Before, she’d sworn his eyes were bright, arresting blue, but tonight they were pale blue ice and utterly soulless. One look and Evangeline felt cold all over. She thought about LaLa’s claim that he’d had his heart broken by Princess Donatella. But Jacks’s next words destroyed any sympathy Evangeline might have had for him.
“So you didn’t really love him in the end. Were the scars all over, or did you just take a look at his mutilated face and run the other direction?”
Evangeline scowled. Jacks would think the worst of her, because that’s probably what he would have done. But she didn’t correct him. She’d rather have the Fate think badly of her than know that he’d been right and the real reason she wasn’t with Luc was because he had chosen Marisol, and then he’d disappeared. But Evangeline wasn’t going to dwell on that. She’d come here to forget about Luc, to find a new happy ending, and she planned to do just that, hopefully with a very different prince from the one standing before her. “I’d rather not discuss this with you, and I think they’re calling everyone for dinner—”
“Oh no, Little Fox. We have unfinished business.” Jacks dropped his apple and took her neck, cupping her pulse with his cold palm.
“Jacks—” Evangeline gasped. “What are you doing?” And what had he just called her?
His other hand slid into her hair, mussing her curls. The touch was inappropriate and intimate as the too-familiar nickname he’d just given her. She could feel her chances at happily ever after slipping further away as she heard the party chatter shifting to whispers. A hundred tongues all suddenly talking about the scandalous way Jacks was holding her right under the prince’s balcony. “Jacks, I told you I’d kiss three other people, not you.”
“Then why aren’t you pulling away?” he taunted.
“I can’t fight you—you’re a Fate.”
“Liar. I’m not hurting you or kissing you.” He moved the hand at her neck to toy with her racing pulse, softly dragging his fingers up and down over the frantic beat-beat-beat, making her heart pound even faster. “I think this excites you.”
“You’re delusional!” Evangeline finally pulled away. Her heart was racing, but it wasn’t from excitement, she was sure. Although, maybe, there was just a tiny hint of it, but she couldn’t fathom why.
Jacks laughed under his breath. “Relax, Little Fox. I’m not trying to ruin you.” He stole her wrist and tugged her closer in a mockery of a dance.
She stepped back, and he stalked forward until her thighs met the hard table. “What are you doing, Jacks?”
“I’m trying to make you more interesting.” He leaned in closer. He didn’t touch her anywhere other than her wrist, but someone watching from afar might have thought they were on the verge of kissing from the intentional way he angled his body and canted his head. Only Evangeline could see that his eyes were dead. “Earlier, you were just a minor threat, one that people imagined might disappear if they chose not to look your way. But now that I’ve noticed you, there will be no disappearing.”
“You think too highly of yourself,” Evangeline hissed.
But people were definitely watching. At least half the eyes of the party were on them. From her peripheral vision, she could see that Kristof Knightlinger had taken out a pen and started jotting things in a notebook.
“If you’re lucky,” Jacks murmured, “Apollo is watching, too, and he’s already jealous.”
“I don’t want to make him jealous.”
“You should. It will make your job so much easier, since Apollo is the first person I want you to kiss.”
In one of his preternaturally quick moves, Jacks dropped her wrist, pulled a jeweled dagger from his boot, and pricked the tip of his ring finger. Dark red blood glittered with impossible flecks of gold.
Evangeline tried to lean away, but he moved faster. He brought his hand up to her mouth and marked the seam of her lips with the blood. Metallic and sweet. Incredibly sweet. She wanted to hate the taste, but it was more like a feeling than a flavor. It was the last perfect moment before a dream ends, drops of sunshine falling like rain, lost wishes that had been found. Evangeline wanted to lick—
“No.” Jacks lifted his hand quickly, closing her lips with his fingers. “Don’t lick it, you need to let the blood sink into your lips or the magic won’t work.”
Evangeline’s euphoria turned to cold, slick dread. When she’d made the deal with Jacks, she’d been nervous about kissing strangers—it had never occurred to her that her kiss could actually hurt them, that Jacks might paint her lips with blood and infect her with his magic.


● **WHAT YOU ARE ASKED TO DO**
Copy out all the lines in the records that include the word "arrow".

>>>

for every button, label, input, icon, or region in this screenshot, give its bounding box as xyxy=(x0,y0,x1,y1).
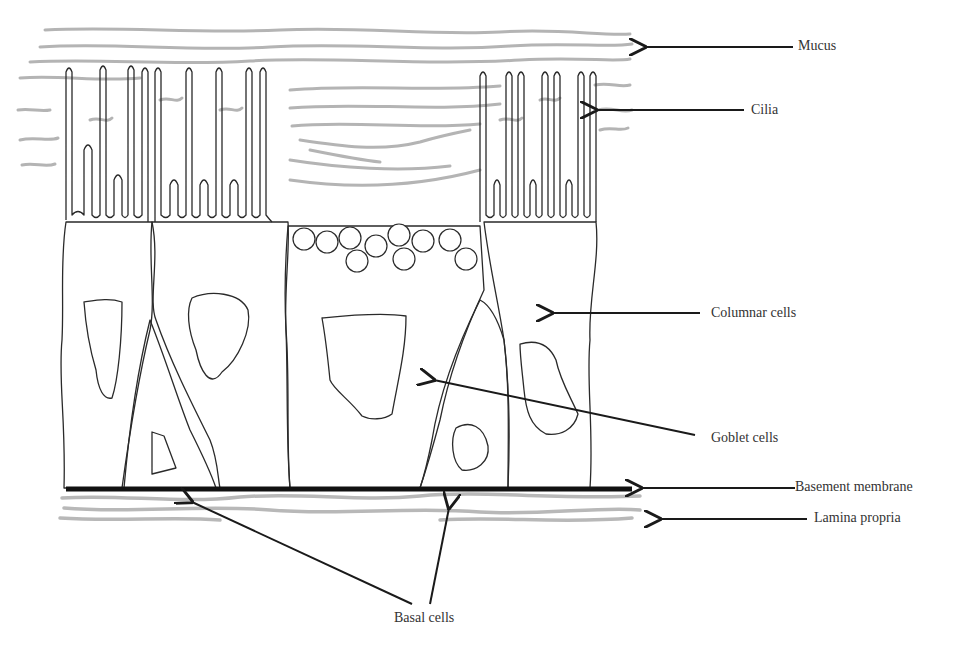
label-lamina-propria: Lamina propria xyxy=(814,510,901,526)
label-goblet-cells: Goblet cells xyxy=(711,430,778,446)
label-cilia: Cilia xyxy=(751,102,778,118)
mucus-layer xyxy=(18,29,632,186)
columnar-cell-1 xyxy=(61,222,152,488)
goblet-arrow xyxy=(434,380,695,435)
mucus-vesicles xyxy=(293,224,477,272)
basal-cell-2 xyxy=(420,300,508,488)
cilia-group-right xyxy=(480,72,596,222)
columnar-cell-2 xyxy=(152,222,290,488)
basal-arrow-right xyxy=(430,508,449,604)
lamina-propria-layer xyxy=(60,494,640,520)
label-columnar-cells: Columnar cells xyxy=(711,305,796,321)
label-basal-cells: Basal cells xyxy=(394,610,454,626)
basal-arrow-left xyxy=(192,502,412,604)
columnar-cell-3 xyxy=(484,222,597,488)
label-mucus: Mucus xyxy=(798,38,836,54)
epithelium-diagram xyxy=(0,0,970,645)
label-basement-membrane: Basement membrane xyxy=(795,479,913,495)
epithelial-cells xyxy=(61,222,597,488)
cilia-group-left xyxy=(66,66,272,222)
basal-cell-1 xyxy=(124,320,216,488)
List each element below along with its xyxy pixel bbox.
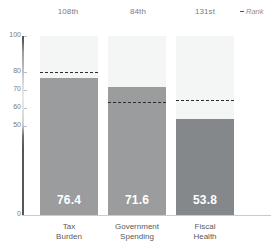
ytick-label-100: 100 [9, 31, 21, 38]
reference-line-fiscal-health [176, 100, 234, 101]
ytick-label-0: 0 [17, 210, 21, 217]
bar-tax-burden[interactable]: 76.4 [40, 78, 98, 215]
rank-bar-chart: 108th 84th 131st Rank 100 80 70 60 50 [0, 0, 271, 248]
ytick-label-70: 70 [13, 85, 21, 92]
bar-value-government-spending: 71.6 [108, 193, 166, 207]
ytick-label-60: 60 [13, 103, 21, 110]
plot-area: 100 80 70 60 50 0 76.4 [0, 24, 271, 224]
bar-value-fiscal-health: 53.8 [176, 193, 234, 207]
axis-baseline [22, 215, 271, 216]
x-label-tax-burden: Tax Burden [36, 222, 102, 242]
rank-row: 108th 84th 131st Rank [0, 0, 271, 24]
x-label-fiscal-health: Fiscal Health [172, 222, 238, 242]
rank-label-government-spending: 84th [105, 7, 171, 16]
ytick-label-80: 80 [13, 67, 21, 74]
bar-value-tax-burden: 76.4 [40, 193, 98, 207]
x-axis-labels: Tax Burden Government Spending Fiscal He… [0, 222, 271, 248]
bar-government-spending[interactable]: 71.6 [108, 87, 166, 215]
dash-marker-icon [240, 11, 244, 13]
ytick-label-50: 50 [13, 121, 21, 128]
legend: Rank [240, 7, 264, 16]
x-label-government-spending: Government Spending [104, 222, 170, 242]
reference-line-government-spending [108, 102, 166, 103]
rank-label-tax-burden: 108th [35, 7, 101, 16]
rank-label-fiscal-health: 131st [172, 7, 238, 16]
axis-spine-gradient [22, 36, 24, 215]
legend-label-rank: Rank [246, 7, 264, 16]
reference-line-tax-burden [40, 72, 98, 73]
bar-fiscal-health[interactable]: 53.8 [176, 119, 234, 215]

<<<
>>>

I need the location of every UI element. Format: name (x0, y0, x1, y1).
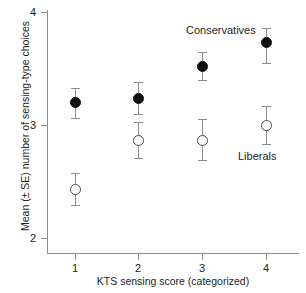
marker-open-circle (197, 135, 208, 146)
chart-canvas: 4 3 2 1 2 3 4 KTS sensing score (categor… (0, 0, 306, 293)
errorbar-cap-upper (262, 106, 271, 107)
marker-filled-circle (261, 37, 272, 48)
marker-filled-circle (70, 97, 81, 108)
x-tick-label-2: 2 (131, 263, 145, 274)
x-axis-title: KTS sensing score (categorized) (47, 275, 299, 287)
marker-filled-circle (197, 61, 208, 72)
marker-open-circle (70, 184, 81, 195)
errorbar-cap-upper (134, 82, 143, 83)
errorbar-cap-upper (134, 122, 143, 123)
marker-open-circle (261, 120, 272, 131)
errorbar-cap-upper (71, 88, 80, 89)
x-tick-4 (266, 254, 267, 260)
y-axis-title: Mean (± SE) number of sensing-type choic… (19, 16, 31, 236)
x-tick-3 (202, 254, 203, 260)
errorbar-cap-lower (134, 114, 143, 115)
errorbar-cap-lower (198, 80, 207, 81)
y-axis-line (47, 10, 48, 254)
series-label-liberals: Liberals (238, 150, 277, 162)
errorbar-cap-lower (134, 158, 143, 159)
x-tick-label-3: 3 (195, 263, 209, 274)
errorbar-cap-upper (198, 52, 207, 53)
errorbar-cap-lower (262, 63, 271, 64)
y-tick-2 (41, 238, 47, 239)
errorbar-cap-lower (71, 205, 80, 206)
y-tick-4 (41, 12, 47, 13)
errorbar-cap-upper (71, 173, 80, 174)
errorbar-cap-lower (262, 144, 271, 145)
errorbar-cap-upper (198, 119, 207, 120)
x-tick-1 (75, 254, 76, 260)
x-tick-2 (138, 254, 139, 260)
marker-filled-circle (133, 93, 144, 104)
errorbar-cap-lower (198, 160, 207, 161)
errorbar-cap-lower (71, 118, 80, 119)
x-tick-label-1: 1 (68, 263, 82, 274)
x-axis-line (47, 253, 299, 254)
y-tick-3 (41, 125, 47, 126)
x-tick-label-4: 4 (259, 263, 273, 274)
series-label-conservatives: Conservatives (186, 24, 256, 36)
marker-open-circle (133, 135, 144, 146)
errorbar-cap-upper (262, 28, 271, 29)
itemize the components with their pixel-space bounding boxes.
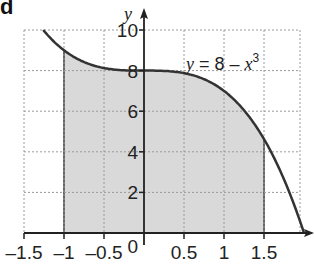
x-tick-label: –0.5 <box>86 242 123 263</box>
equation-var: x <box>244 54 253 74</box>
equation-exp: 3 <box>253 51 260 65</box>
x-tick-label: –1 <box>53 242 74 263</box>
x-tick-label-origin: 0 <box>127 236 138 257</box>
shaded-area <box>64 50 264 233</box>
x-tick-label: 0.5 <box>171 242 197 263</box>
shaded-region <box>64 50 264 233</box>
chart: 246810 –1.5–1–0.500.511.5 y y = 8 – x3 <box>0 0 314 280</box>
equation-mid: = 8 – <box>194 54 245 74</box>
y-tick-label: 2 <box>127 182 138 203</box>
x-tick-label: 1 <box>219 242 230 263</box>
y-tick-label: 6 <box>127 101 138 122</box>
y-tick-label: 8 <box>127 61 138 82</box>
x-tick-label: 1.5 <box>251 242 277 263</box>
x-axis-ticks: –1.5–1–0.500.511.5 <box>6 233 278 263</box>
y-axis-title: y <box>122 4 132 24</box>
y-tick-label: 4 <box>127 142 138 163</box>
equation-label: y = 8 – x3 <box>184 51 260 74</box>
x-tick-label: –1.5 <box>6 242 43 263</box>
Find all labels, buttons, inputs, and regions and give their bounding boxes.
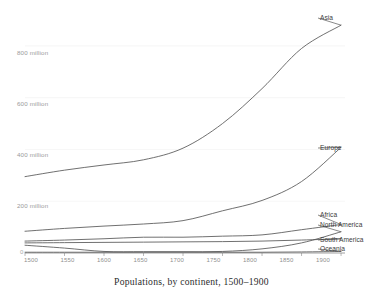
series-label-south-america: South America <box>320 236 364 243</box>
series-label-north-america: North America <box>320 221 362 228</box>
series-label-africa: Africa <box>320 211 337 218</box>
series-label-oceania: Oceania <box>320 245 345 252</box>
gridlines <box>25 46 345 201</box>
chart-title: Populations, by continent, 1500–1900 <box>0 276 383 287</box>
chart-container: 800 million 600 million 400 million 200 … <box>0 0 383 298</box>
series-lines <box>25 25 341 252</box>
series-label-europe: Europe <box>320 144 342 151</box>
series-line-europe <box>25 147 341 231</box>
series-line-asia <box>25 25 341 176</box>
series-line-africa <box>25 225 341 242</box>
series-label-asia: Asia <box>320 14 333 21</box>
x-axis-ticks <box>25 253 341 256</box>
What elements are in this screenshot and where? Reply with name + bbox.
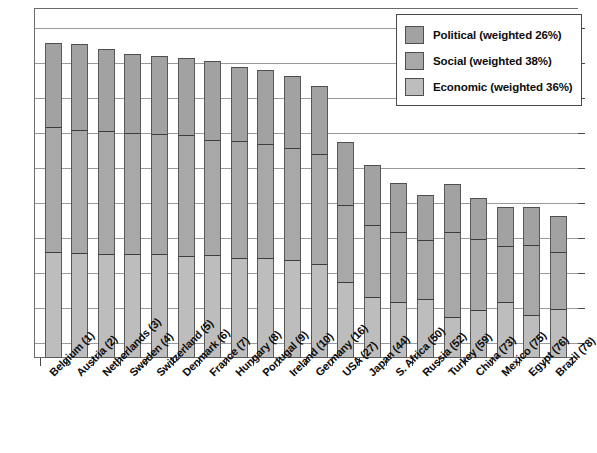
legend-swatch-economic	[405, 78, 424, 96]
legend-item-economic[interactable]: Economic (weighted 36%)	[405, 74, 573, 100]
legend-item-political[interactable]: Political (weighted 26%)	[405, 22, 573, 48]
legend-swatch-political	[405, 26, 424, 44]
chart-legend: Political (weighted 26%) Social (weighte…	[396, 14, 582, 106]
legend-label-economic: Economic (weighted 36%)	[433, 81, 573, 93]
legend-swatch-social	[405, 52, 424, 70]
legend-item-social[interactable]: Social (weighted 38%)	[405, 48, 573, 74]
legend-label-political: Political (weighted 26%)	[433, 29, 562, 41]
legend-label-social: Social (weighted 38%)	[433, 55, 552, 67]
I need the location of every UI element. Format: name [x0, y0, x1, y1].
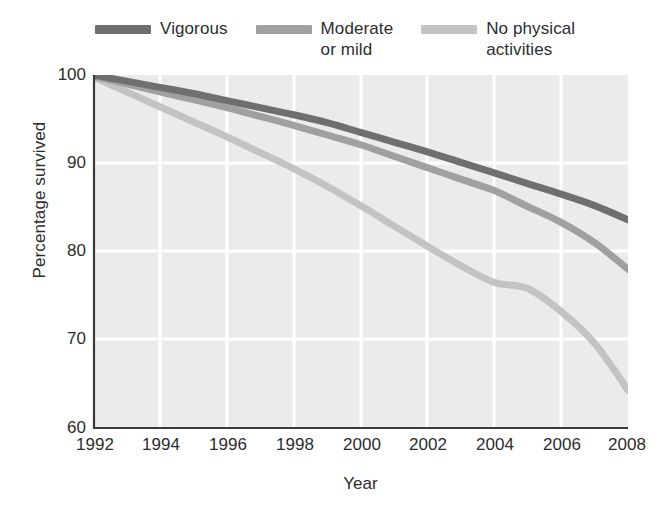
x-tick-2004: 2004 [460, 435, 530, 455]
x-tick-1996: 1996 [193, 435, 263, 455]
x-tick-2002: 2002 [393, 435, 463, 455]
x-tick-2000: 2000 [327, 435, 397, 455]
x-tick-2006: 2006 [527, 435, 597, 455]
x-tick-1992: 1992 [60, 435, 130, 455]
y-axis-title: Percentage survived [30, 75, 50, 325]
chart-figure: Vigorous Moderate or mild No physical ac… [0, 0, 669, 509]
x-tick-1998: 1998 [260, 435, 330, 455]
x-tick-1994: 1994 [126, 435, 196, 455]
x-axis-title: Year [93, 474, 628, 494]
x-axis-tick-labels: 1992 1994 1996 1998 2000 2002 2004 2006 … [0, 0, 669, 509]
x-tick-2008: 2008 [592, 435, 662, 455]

<<<

● **EXERCISE OUTPUT**
goblet-arrow xyxy=(434,380,695,435)
basal-arrow-right xyxy=(430,508,449,604)
basal-arrow-left xyxy=(192,502,412,604)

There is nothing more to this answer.